Given the information that it was Ralph Merkle, that it was about his field (=cryptography), that it was intended to be a general overview (so about cryptography broadly construed and not a single result or breakthrough), aimed at outsiders (so little math), it was highly cited (more than most of his papers), and no co-author is mentioned (and you wouldn't expect one for an 'explainer' like that), you should be able to make a good guess with a few seconds in Google Scholar after sorting his papers by citation-count and skimming the titles & summaries of each paper: https://scholar.google.com/scholar?start=10&q=author:%22ralph+merkle%22&hl=en&as_sdt=0,21
My guess would be that it's hit #8 on page 1, "Secure communications over insecure channels", Merkle 1978, written in 1975 simultaneously with his breakthrough work on public-key crypto, which indeed would need to be explained to a lot of people at the time. It's written in a very conversational tone, with historical background and discussion of practical issues and solutions like sending secret keys in the mail, extremely few equations or math (but imperative program pseudocode instead), published in a more general interest publication than the usual cryptography journals, and despite not presenting any new results & being ancient, is still apparently his 8th most cited paper ever out of 162 hits for him as author.

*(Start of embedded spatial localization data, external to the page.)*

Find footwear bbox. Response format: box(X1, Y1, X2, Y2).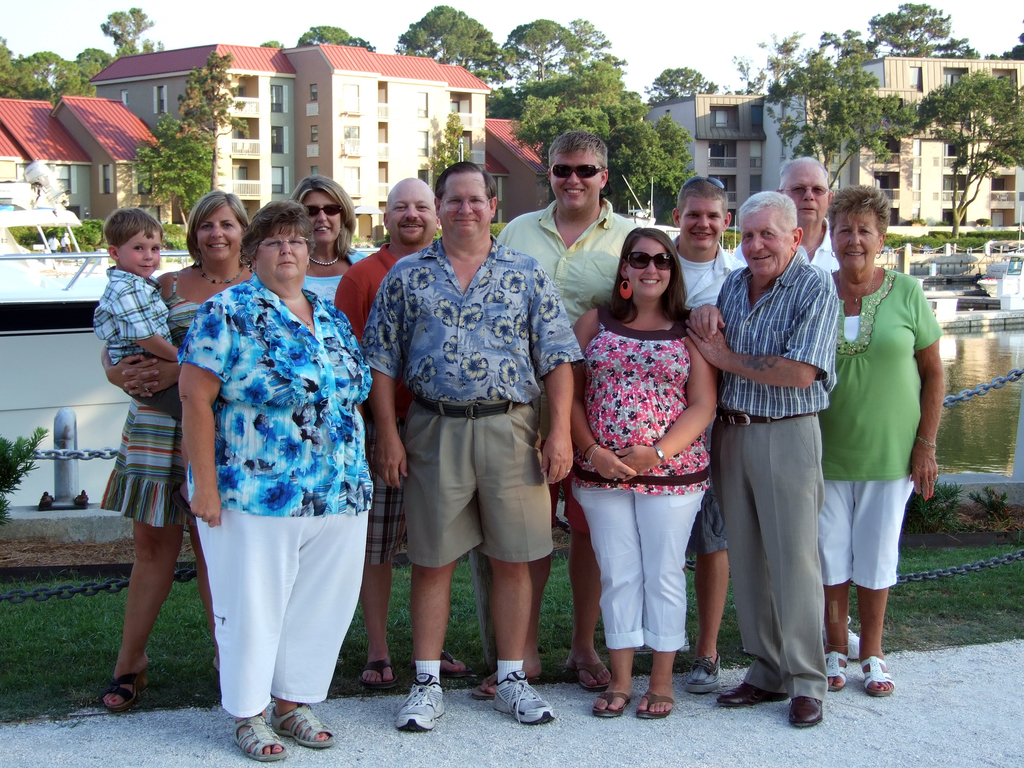
box(826, 620, 862, 664).
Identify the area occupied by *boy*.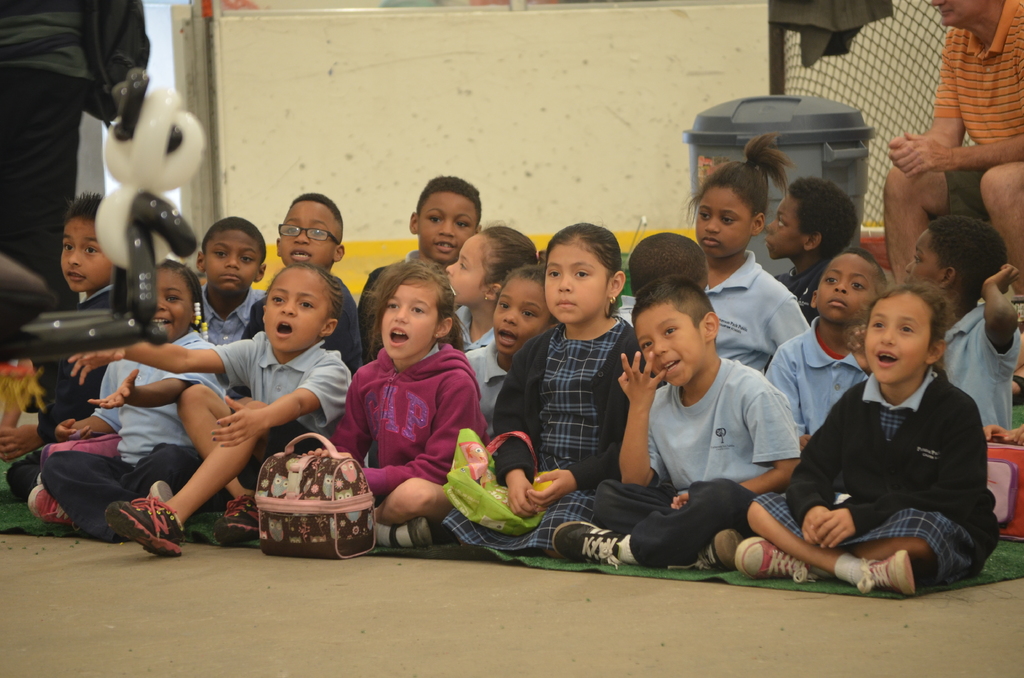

Followup to: Illusion of Transparency: Why No One Understands You, Expecting Short Inferential Distances
A few years ago, an eminent scientist once told me how he'd written an explanation of his field aimed at a much lower technical level than usual. He had thought it would be useful to academics outside the field, or even reporters. This ended up being one of his most popular papers within his field, cited more often than anything else he'd written.
The lesson was not that his fellow scientists were stupid, but that we tend to enormously underestimate the effort required to properly explain things.
He told me this, because I'd just told him about my experience publishing "An Intuitive Explanation of Bayesian Reasoning". This is still one of my most popular, most blogged, and most appreciated works today. I regularly get fan mail from formerly confused undergraduates taking statistics classes, and journalists, and professors from outside fields. In short, I successfully hit the audience the eminent scientist had thought he was aiming for.
I'd thought I was aiming for elementary school.
Today, when I look back at the Intuitive Explanation, it seems pretty silly as an attempt on grade school:
(Then again, I get a roughly equal number of complaints that the Intuitive Explanation is too long and drawn-out, as that it is too short. The current version does seem to be "just right" for a fair number of people.)
Explainers shoot way, way higher than they think they're aiming, thanks to the illusion of transparency and self-anchoring. We miss the mark by several major grades of expertise. Aiming for outside academics gets you an article that will be popular among specialists in your field. Aiming at grade school (admittedly, naively so) will hit undergraduates. This is not because your audience is more stupid than you think, but because your words are far less helpful than you think. You're way way overshooting the target. Aim several major gradations lower, and you may hit your mark.
PS: I know and do confess that I need to work on taking my own advice.
Addendum: With his gracious permission: The eminent scientist was Ralph Merkle.